Set down exactly the lines below, starting at the one that contains "has width=1641, height=923." and ending at the one that contains "What do you", with both of those lines included and nothing else.

=== Records for this exercise ===

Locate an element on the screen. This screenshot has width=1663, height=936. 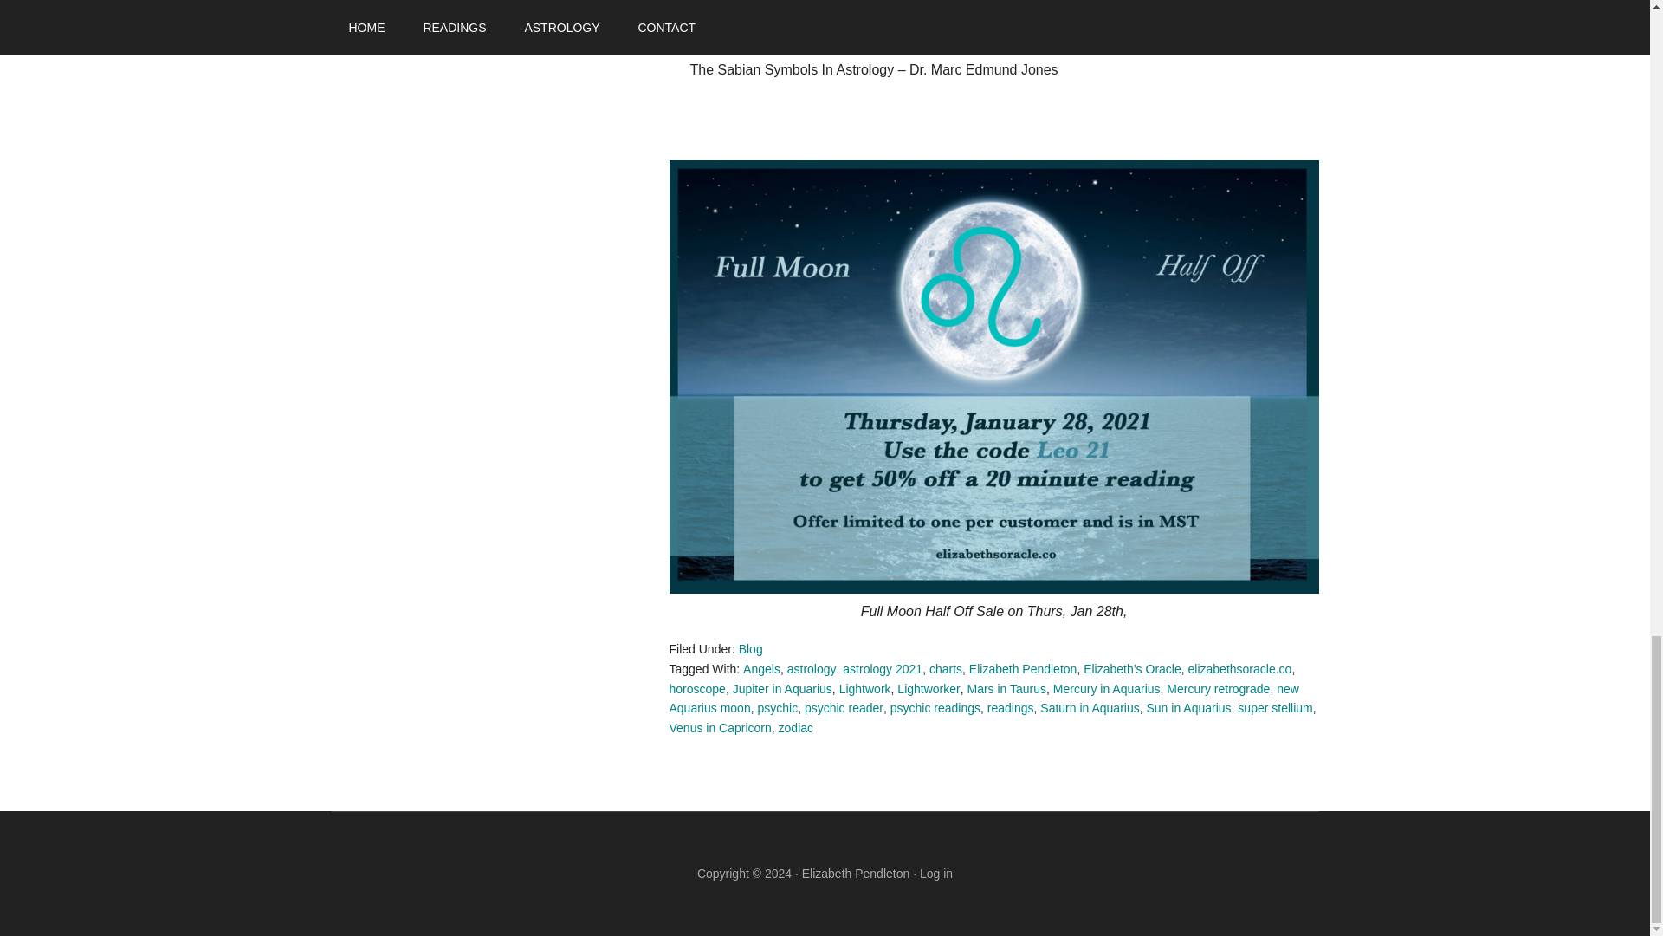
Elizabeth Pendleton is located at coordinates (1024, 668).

===
=== Records for this exercise ===

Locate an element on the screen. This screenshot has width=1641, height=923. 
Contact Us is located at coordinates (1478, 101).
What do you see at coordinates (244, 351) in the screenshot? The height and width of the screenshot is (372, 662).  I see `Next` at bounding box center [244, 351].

===

### Written solution
Locate an element on the screen. This screenshot has width=1641, height=923. 
Contact Us is located at coordinates (1478, 101).
What do you see at coordinates (244, 351) in the screenshot? The height and width of the screenshot is (372, 662).  I see `Next` at bounding box center [244, 351].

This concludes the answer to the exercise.